Mr. L'Hotta negotiated a License Agreement that permitted him to represent himself as a distributor of Mionix products for two years. But after a few sputtering attempts to market Mionix's products, and because he perceived that Mionix was trying to put him out of business, he effectively abandoned the License Agreement. Instead, he launched into the marketing and sale of his new formulation of a product that was similar to, but different from, the Mionix product he was licensed to sell. He copied the name of Mionix's trademarked product for his product without informing Mionix or having any legal right to do so.
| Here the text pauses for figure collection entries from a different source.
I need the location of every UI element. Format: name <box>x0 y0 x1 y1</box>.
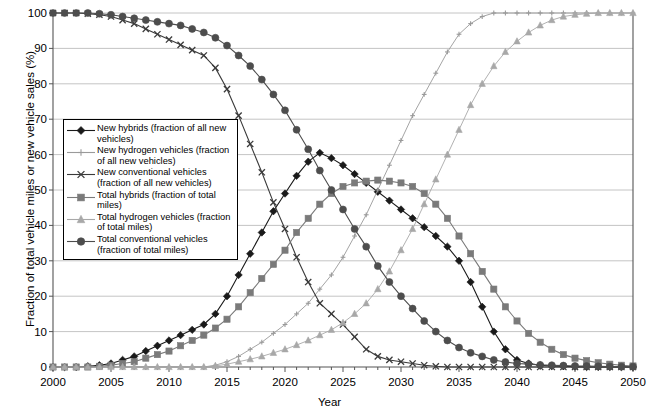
legend-marker-x-icon <box>66 168 96 181</box>
marker-square <box>201 332 207 338</box>
marker-square <box>189 337 195 343</box>
chart-legend: New hybrids (fraction of all new vehicle… <box>63 119 238 260</box>
y-axis-tick-label: 30 <box>34 255 47 267</box>
marker-square <box>398 180 404 186</box>
marker-diamond <box>154 342 161 349</box>
legend-item: New conventional vehicles (fraction of a… <box>66 167 234 188</box>
x-axis-tick-label: 2040 <box>504 376 530 388</box>
marker-circle <box>166 20 173 27</box>
marker-circle <box>548 362 555 369</box>
marker-triangle <box>456 126 462 132</box>
marker-diamond <box>467 278 474 285</box>
marker-plus <box>445 50 450 55</box>
marker-x <box>375 353 381 359</box>
marker-circle <box>606 363 613 370</box>
y-axis-tick-label: 90 <box>34 42 47 54</box>
marker-square <box>456 233 462 239</box>
marker-diamond <box>328 154 335 161</box>
marker-diamond <box>490 328 497 335</box>
marker-square <box>537 339 543 345</box>
marker-circle <box>212 34 219 41</box>
marker-circle <box>630 363 637 370</box>
marker-plus <box>352 234 357 239</box>
marker-circle <box>328 187 335 194</box>
marker-x <box>201 52 207 58</box>
marker-square <box>178 343 184 349</box>
marker-circle <box>456 344 463 351</box>
legend-item: Total hydrogen vehicles (fraction of tot… <box>66 212 234 233</box>
marker-square <box>444 215 450 221</box>
x-axis-tick-label: 2020 <box>272 376 298 388</box>
marker-x <box>154 31 160 37</box>
marker-square <box>236 304 242 310</box>
marker-circle <box>525 361 532 368</box>
marker-x <box>328 311 334 317</box>
marker-plus <box>364 212 369 217</box>
legend-item: Total hybrids (fraction of total miles) <box>66 190 234 211</box>
marker-triangle <box>514 38 520 44</box>
marker-plus <box>399 138 404 143</box>
marker-plus <box>341 255 346 260</box>
marker-circle <box>154 18 161 25</box>
marker-x <box>282 226 288 232</box>
marker-x <box>236 113 242 119</box>
x-axis-tick-label: 2000 <box>40 376 66 388</box>
marker-circle <box>224 42 231 49</box>
marker-diamond <box>479 303 486 310</box>
marker-x <box>247 141 253 147</box>
marker-circle <box>84 10 91 17</box>
marker-circle <box>316 167 323 174</box>
marker-triangle <box>502 48 508 54</box>
marker-triangle <box>351 310 357 316</box>
x-axis-tick-label: 2035 <box>446 376 472 388</box>
marker-triangle <box>467 101 473 107</box>
marker-diamond <box>142 347 149 354</box>
marker-circle <box>73 10 80 17</box>
marker-circle <box>537 361 544 368</box>
marker-diamond <box>177 331 184 338</box>
marker-square <box>386 178 392 184</box>
marker-circle <box>340 206 347 213</box>
marker-circle <box>142 17 149 24</box>
marker-circle <box>282 107 289 114</box>
y-axis-tick-label: 70 <box>34 113 47 125</box>
marker-plus <box>526 11 531 16</box>
marker-triangle <box>525 29 531 35</box>
legend-label: New conventional vehicles (fraction of a… <box>96 167 234 188</box>
y-axis-tick-label: 10 <box>34 326 47 338</box>
marker-diamond <box>258 229 265 236</box>
marker-square <box>514 318 520 324</box>
legend-marker-triangle-icon <box>66 213 96 226</box>
marker-circle <box>119 13 126 20</box>
marker-circle <box>583 363 590 370</box>
marker-circle <box>467 349 474 356</box>
marker-circle <box>131 15 138 22</box>
marker-square <box>282 247 288 253</box>
marker-x <box>270 199 276 205</box>
legend-item: New hybrids (fraction of all new vehicle… <box>66 123 234 144</box>
y-axis-tick-label: 100 <box>28 7 47 19</box>
x-axis-tick-label: 2015 <box>214 376 240 388</box>
y-axis-tick-label: 50 <box>34 184 47 196</box>
marker-triangle <box>305 337 311 343</box>
marker-triangle <box>409 225 415 231</box>
marker-plus <box>549 11 554 16</box>
marker-circle <box>479 353 486 360</box>
marker-circle <box>374 263 381 270</box>
marker-plus <box>433 71 438 76</box>
x-axis-tick-label: 2010 <box>156 376 182 388</box>
marker-circle <box>560 362 567 369</box>
marker-x <box>352 334 358 340</box>
marker-triangle <box>317 332 323 338</box>
marker-x <box>363 346 369 352</box>
marker-circle <box>444 337 451 344</box>
legend-label: New hybrids (fraction of all new vehicle… <box>96 123 234 144</box>
marker-square <box>143 355 149 361</box>
marker-square <box>154 352 160 358</box>
y-axis-tick-label: 40 <box>34 219 47 231</box>
legend-item: New hydrogen vehicles (fraction of all n… <box>66 145 234 166</box>
marker-square <box>352 180 358 186</box>
marker-circle <box>258 76 265 83</box>
marker-square <box>491 286 497 292</box>
marker-x <box>259 169 265 175</box>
He represented that the product he was selling was backed by the research studies and tests that Mionix had conducted for its products; that it was protected by the patents that Mionix had obtained for its products; and that it enjoyed regulatory approvals that were only granted to Mionix's products. Those representations were false. Mionix is a corporate "person who believes that [it] is or is likely to be damaged by such act." Id.
The Court thus resolves plaintiffs' First Claim for Relief (Unfair Competition in Violation of the Lanham Act, 15 U.S.C. § 1125(a)(1)(B)), in favor of the plaintiffs. I will address the remedies later in this order. The Court concludes that plaintiffs' Second Claim (False Designation of Origin) and the Fifth Claim (Common Law Unfair Competition) are either duplicative of the First, Third and Fourth Claims or are moot.
Defendants infringed Mionix's trademark in the name "FreshFlo" or "FRESHFLO," when Mr. L'Hotta named the new formulation of the product that Mionix had developed "FreshFlo 100." I note again that the new formulation was not just a modification of the Mionix formulation. If it had been, then Mionix would have had a non-exclusive, royalty-free right to use that formulation during the term of the License Agreement and arguably might have a claim to ownership of the formulation even today. See License Agreement, Plaintiffs' Ex. 8, at ¶5.2. Mionix makes no such claim. Rather, both parties appear to recognize that the new formulation is different from the Mionix formulation, which eliminates patent issues but not trademark issues.
Mionix also asserts trade dress infringement arising from labels used on bottles of LpH 100. As I have found, supra at 13, ¶45, at least with respect to the FreshFlo label used by Mionix's distributor Ivesco, the evidence is that Mionix or Ivesco copied a label designed by Mr. L'Hotta for ACS Technology, not the other way around. However, the fact that Mr. L'Hotta created the label for use by ACS Technology during the License Period did not give him the right to copy and use a nearly identical label for his LpH 100 product or other products.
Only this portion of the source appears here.